Richard Avedon: Murals & Portraits is the result, and major is no exaggeration. Inasmuch as the most recent exhibitions of Avedon’s work have focused on fashion [ICP, 2009; Gagosian, 2011], it’s not surprising that this show revisits the photographer’s monumental portraiture through a group of four mural-sized group images made between 1969 and 1971, with related individual portraits and ephemera.

Against the backdrop of America's social and political transformation during the Vietnam War, the sexual revolution and the political/counterculture battlefield at home, Avedon crafted a unique visual record of a critical period in time through portraiture. Between 20 to 35 feet wide and comprising up to five panels, the murals revealed a striking new format in which subjects were positioned frontally and aligned against a stark white background. This intensity of characterization and confrontational aspect typifies Avedon's portraits and prefigures In the American West [1979-1984] by nearly a decade.

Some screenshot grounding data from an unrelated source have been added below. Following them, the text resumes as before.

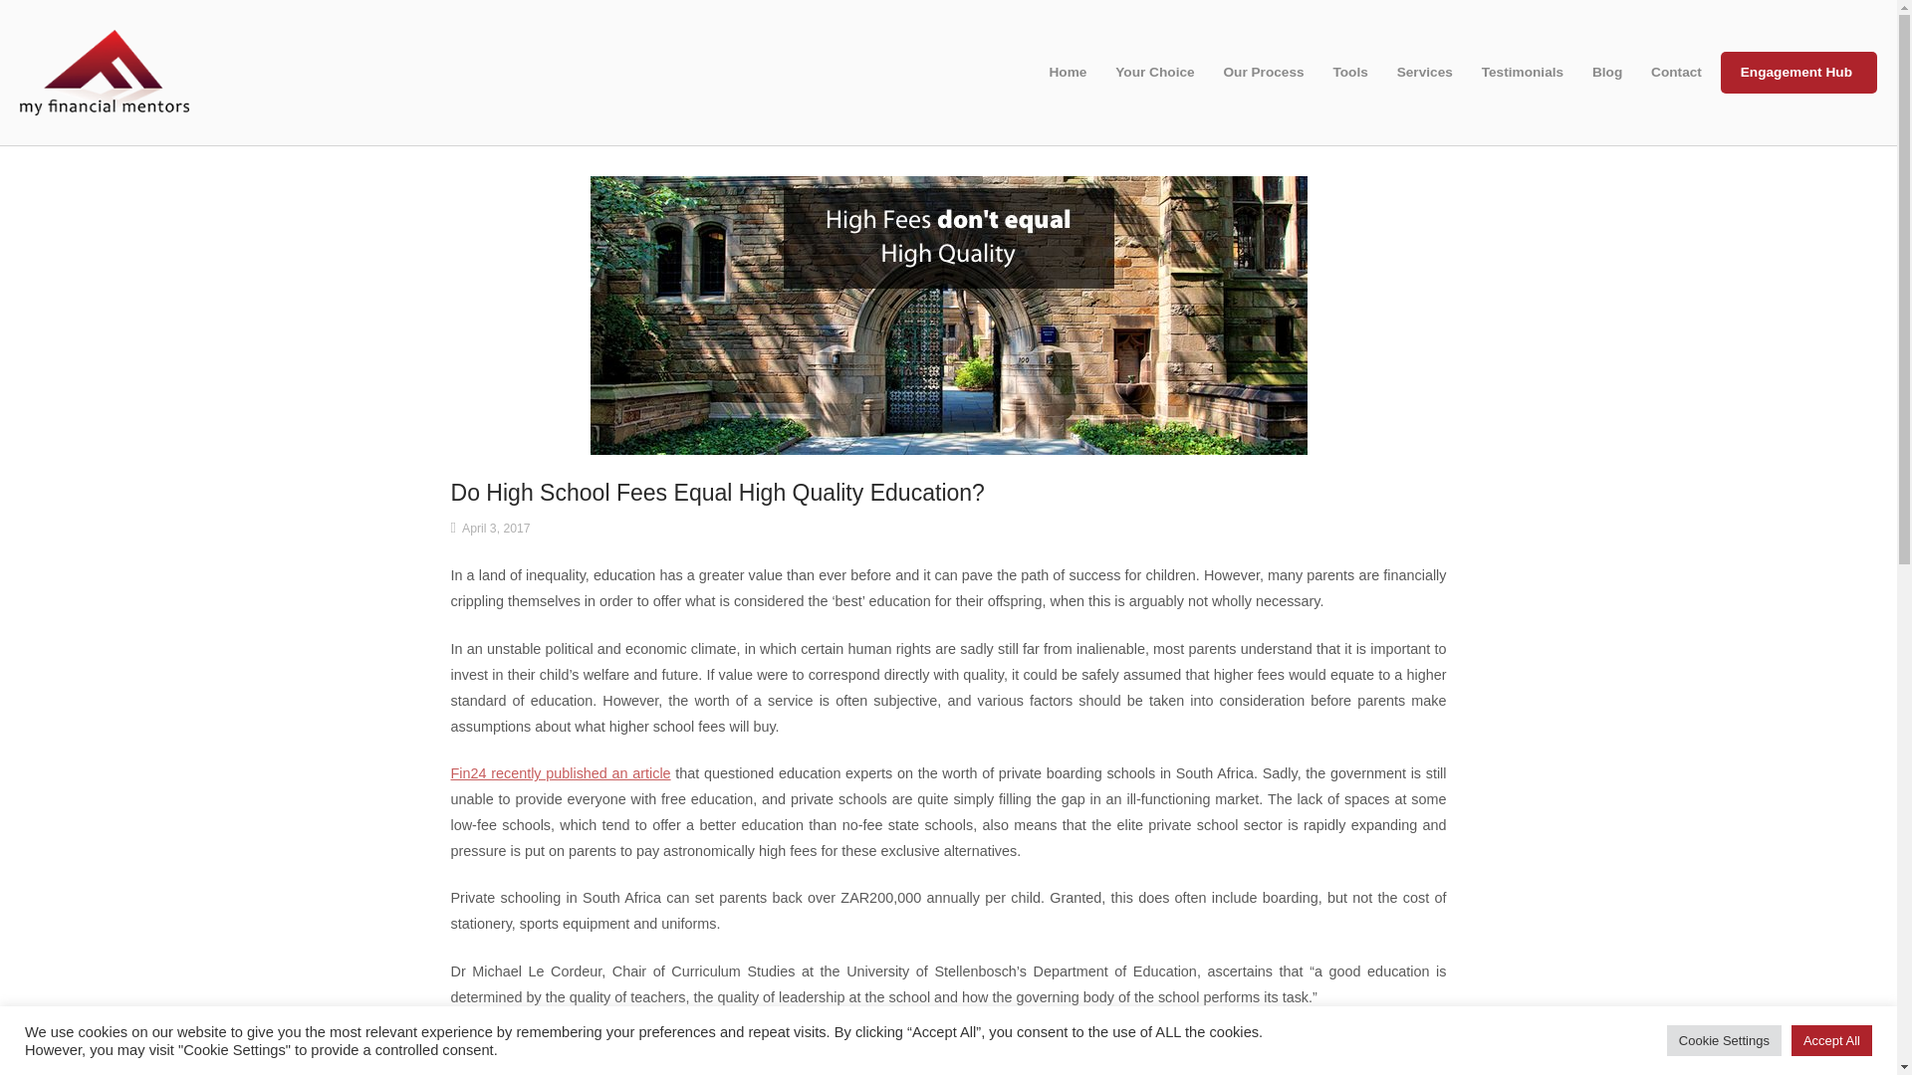 The image size is (1912, 1075). Describe the element at coordinates (1679, 72) in the screenshot. I see `Contact` at that location.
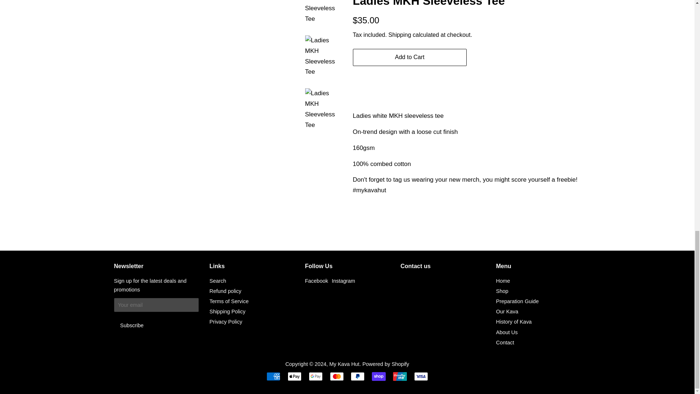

His portrait groupings featured emblematic figures of the time: Andy Warhol with the players and stars of The Factory; The Chicago Seven, political radicals charged with conspiracy to incite riot at the 1968 Democratic National Convention; the Beat poet Allen Ginsberg and his extended family; and the Mission Council, a group of military and government officials who governed the United States' participation in the Vietnam War.

In his recent review in the New York Times, Holland Cotter says, “The past season has given us some memorable photography shows in the city’s museums and galleries. None have been better — technically more audacious, emotionally more varied, ethically more unanswering — than this one.” Read the review.

A catalogue of the exhibition is available, including the four murals and related images accompanied by images of archival material, including Avedon’s diaries, correspondence, and contact prints. Essays by Louis Menand, Mary Panzer, Paul Roth, Bob Rubin, and William Shawcross explore Avedon’s penetrating incursions into the history and spirit of these tumultuous years. Gagosian/Abrams, $100. The four mural photographs are also available from the gallery as foldout cards, $20.

Richard Avedon: Murals & Portraits, at Gagosian Gallery, 522 West 21st Street, NY, NY through July 27. Hours: M-F, 10am-6pm.

Above: Richard Avedon | The Chicago Seven: Lee Weiner, John Froines, Abbie Hoffman, Rennie Davis, Jerry Rubin, Tom Hayden, Dave Dellinger, Chicago, Illinois, November 5, 1969, 1970. Gelatin silver print, 121 3/4 x 242 3/4 inches  (309.2 x 616.5 cm). Courtesy Gagosian Gallery.